The post post-baby blues
When you’re up to your eyeballs in nappies and midnight feeds, it’s hard to appreciate the advice of strangers to cherish every moment. Oh, how i wish I’d listened…
Exclusive | 4 min read
When you have a baby, you get lots of attention. It can come as a shock, especially if, like me, you’re sociable but really cherish your own space.
First, there’s the friends-and-family rush. Everyone arrives with gifts two seconds after the cord’s cut. They stay for ages, coo over the baby, offer advice (some useful, some WTAF?) and, on a good day, bring gin. This group’s most common piece of advice is: ‘Get plenty of rest.’ Ha. Sure…
Then there’s the wave of pre-natal types - the fellow birth-class members who’ve morphed into uber-mamas and are gagging to ‘hook up’ when all you want to do is stare at a) your baby b) the TV c) into space.
For me, these meetings - flagged as ways to catch-up - were actually exhausting rounds of one-upmumship, where women you had bugger-all in common with (other than whelping in the same postcode) vied to have the best routines, the best buggies, or even, the worst trashed fannies.
Admiring glances
But the most unexpected post-baby attention comes from strangers. Everywhere you go, women with older kids will stop dead to admire your wee bundle. ‘Cherish this time - it goes quickly,’ they’ll say. But, if you’re anything like me, you won’t really hear it.
To be fair, when you’re in Boots, wearing a sanitary pad the size of a chaise longue and the umpteenth mum-of-teens looks longingly at your baby and tells you to ‘savour every second’ you don’t compute. Your brain’s still processing the physical and emotional shock of new-motherhood, learning what your baby’s various cries mean, and trying to find the baby room in every store. Savouring every second seems quite hard.
Joining the sisterhood
Today, I kick myself for ignoring this wistful sisterhood, of which I’m now a member – my daughter Molly is 16 and Tilly is 13. When I see new mums, I recall the sleepless nights and shitty nappies and still long for those halcyon days of soft skin, smelling faintly of milk and the weight of the solid, hiccupping and snoring bundles I carried everywhere in my arms.

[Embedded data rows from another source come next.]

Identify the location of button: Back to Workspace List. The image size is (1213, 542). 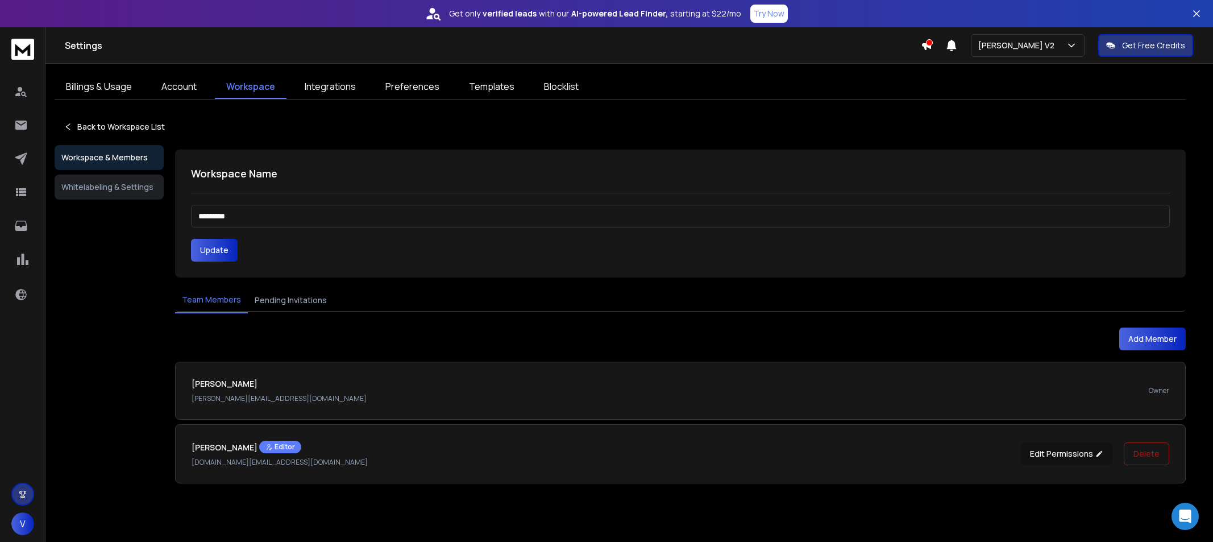
(114, 127).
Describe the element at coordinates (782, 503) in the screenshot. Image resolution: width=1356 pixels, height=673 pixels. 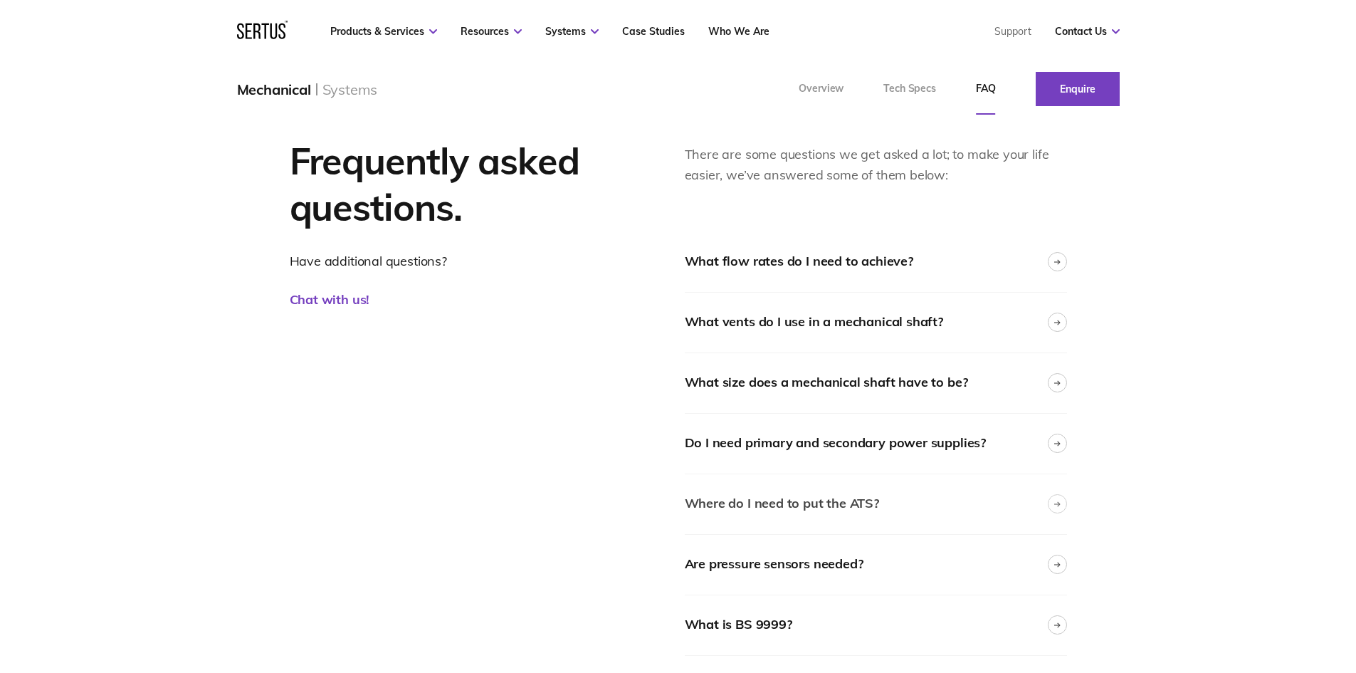
I see `div: Where do I need to put the ATS?` at that location.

Don’t get me wrong - I adore my grown-up ‘babies’. I worship the very carpets they tread make-up into. They’re kind, tolerant, funny and smart. But they’re also emotionally on a par with Vesuvius and can be monumentally selfish. The worst thing, though, is they don’t need me anymore. Aside from supplying food, eye-wateringly expensive trainers, lifts, laundry/cleaning services, I’ve generally become surplus to their requirements.
I’ve even been crying whilst choosing old photos of them for an upcoming Facebook birthday post. The one where my husband Steve is holding the girls’ little starfish hands, leading them through Disneyland dressed as Eeyore. The girls, not him. Or at a farm, clutching petrified guinea pigs, full of the joys of having no idea one day they’ll have spots and exams to sit. And of them asleep in our arms, safe and dreaming only of kittens.
The circle of life
I’m not alone in experiencing this post post-baby blues. My friends are the same. So are our partners. And the guy who came to fix our window, who also has a 15-year-old. We talk sadly of our increasingly unrequired status and we’re cross with ourselves for not cherishing the early years with our babies enough.
One says: ‘It sounds dramatic, but I’ve lost something I’ll never get back.’ Another: ‘I miss them just listening to me. And hugs.’
Shit. Do hugs end, too? I still get the odd one.
And from Window Guy: ‘It kills me when I see a photo of me and my daughter, smiling, just having a pizza or something. Now she’s embarrassed to be seen with me.’
But, we need to suck it up. It is, as Elton sings, The Circle of Life, and now I realise how my parents felt when I disappeared every chance I had, to be with my mates, my make-up or my secrets.
Were they still alive, I’d hug them and tell them: ‘I did need you.’
My advice for those experiencing the post post-baby blues? It’s normal to feel that sense of loss. The trick is to find things to fill that gap. Focus on the positives and embrace the new, exciting phases ahead. There’s the thrill of school exams coming to an end, the valedictory moments, emotional goodbyes on the last day of school and playing the grown-up in a beautiful prom dress.
And if these experiences don’t fill the void, or fall victim to the pandemic, well… I think it’s time I got a puppy.